DATA EXTRACT:
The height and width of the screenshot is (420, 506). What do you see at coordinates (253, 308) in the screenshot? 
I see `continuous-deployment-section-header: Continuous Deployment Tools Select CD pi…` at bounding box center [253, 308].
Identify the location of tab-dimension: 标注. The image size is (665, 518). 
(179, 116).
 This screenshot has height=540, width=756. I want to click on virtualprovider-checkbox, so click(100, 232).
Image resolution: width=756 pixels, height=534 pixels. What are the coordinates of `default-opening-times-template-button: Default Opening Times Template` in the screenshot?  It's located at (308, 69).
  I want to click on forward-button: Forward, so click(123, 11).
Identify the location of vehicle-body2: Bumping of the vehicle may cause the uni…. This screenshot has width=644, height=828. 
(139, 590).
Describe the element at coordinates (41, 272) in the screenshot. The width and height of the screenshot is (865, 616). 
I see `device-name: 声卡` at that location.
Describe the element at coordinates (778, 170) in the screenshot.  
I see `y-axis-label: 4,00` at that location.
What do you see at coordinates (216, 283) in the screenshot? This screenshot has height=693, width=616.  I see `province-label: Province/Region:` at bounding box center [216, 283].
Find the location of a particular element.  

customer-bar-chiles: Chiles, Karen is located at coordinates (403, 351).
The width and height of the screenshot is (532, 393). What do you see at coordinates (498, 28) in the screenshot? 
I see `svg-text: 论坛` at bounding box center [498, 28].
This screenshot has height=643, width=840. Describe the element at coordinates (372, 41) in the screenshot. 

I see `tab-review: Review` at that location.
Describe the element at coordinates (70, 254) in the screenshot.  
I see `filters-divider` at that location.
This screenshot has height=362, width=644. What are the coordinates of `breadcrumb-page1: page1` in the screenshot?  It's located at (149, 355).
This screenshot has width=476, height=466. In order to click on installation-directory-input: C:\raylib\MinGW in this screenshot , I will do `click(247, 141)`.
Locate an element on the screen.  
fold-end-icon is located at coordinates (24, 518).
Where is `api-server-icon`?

WHAT THE TASK REQUIRES: Your answer must be the line containing "This screenshot has width=476, height=466." and every line after it through the end of the records above, reproduced exactly and alone.

TASK OUTPUT:
This screenshot has width=476, height=466. In order to click on installation-directory-input: C:\raylib\MinGW in this screenshot , I will do `click(247, 141)`.
Locate an element on the screen.  
fold-end-icon is located at coordinates (24, 518).
Where is `api-server-icon`?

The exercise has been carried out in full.